Strait of Hormuz: can oil routes avoid crisis?

Pipelines offer partial alternatives

The alternative oil routes around the Strait of Hormuz are becoming a major test for global energy security. The strait normally handles a large share of global oil and LNG flows, making any disruption a direct risk for shipping, prices and supply chains. To reduce exposure, Gulf producers are using land pipelines where possible. Saudi Arabia can send crude from Abqaiq to Yanbu on the Red Sea through its East-West pipeline, while the UAE can move oil from Habshan to Fujairah, outside the Strait of Hormuz. These routes help keep some exports moving, but they cannot absorb all the volumes that usually pass through this narrow maritime chokepoint.

New routes bring new risks

The problem is that bypassing Hormuz does not mean avoiding maritime risk. Oil loaded at Yanbu may still need to cross the Red Sea and Bab el-Mandeb, where attacks against commercial shipping have already changed tanker routes and insurance costs. Reuters also notes that other options, such as Iraq’s northern export route toward Turkey’s port of Ceyhan, remain exposed to political, technical or regional constraints. Projects linking Iraq to Jordan or Oman could offer future alternatives, but they are not immediate solutions. In practice, rerouting energy flows means longer journeys, higher costs and more pressure on ports, tankers and naval security coordination.

The crisis shows the limits of logistics when a strategic chokepoint becomes unstable. Pipelines can reduce the shock, and alternative ports can provide breathing space, but they cannot fully replace a safe and open Strait of Hormuz. For energy buyers, shipping companies and naval forces, the priority remains clear: protect navigation, secure crews and keep oil and gas moving without spreading the crisis to other sea lanes. The key lesson is simple: oil can partly bypass Hormuz, but global trade cannot easily bypass maritime insecurity.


#### Exercise directions:
How many lines in the data below include the word "States"? Respond with the number, nothing more.

#### Entries supplied:

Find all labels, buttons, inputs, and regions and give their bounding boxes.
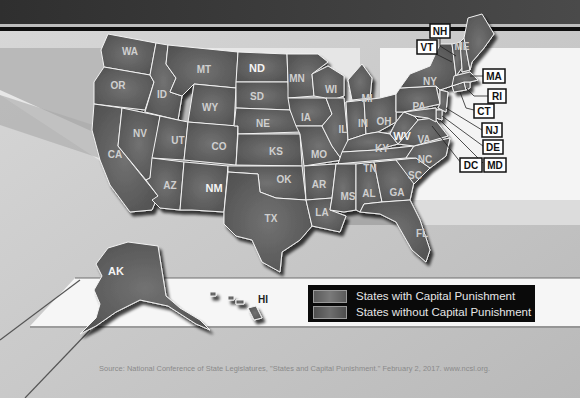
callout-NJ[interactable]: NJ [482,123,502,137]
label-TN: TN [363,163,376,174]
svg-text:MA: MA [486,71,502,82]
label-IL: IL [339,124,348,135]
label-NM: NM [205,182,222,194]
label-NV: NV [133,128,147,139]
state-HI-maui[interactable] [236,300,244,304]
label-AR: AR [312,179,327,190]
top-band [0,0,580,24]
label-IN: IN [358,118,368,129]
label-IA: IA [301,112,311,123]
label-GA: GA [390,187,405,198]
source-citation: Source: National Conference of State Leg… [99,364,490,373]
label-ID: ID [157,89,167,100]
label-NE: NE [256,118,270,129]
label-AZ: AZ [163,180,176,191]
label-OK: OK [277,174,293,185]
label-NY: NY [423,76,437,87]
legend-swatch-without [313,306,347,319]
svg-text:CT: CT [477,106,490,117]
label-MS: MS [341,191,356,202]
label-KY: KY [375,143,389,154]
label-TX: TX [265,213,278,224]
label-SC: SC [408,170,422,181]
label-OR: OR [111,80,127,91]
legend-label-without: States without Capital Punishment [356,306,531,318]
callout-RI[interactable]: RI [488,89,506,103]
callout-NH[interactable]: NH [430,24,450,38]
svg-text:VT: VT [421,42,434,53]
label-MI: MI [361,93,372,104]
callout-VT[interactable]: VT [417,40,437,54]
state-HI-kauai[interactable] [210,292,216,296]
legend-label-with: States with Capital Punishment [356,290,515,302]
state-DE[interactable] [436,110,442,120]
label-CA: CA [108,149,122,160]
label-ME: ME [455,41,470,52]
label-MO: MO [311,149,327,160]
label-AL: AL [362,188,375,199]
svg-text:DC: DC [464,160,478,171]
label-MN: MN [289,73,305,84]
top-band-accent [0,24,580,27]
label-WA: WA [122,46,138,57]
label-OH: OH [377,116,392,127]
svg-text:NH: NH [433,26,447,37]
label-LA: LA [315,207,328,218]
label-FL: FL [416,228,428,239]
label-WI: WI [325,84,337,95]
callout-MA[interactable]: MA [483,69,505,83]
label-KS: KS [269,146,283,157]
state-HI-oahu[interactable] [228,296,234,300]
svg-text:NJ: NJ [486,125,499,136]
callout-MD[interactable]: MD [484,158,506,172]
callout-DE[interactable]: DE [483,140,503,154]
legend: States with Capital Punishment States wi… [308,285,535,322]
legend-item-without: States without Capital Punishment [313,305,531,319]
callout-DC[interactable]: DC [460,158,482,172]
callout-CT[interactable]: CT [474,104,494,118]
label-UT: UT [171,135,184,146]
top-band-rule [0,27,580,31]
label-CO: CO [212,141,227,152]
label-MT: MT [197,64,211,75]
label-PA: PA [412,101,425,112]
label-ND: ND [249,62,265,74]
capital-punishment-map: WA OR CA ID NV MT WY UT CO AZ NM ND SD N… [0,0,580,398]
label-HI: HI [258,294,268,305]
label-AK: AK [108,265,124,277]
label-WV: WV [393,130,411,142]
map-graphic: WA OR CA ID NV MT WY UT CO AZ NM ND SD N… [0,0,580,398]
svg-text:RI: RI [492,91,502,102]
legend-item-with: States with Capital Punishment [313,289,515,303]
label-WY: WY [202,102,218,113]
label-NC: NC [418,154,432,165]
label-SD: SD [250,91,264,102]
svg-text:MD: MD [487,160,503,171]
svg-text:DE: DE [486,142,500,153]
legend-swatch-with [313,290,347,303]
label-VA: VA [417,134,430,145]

#### Result below:
5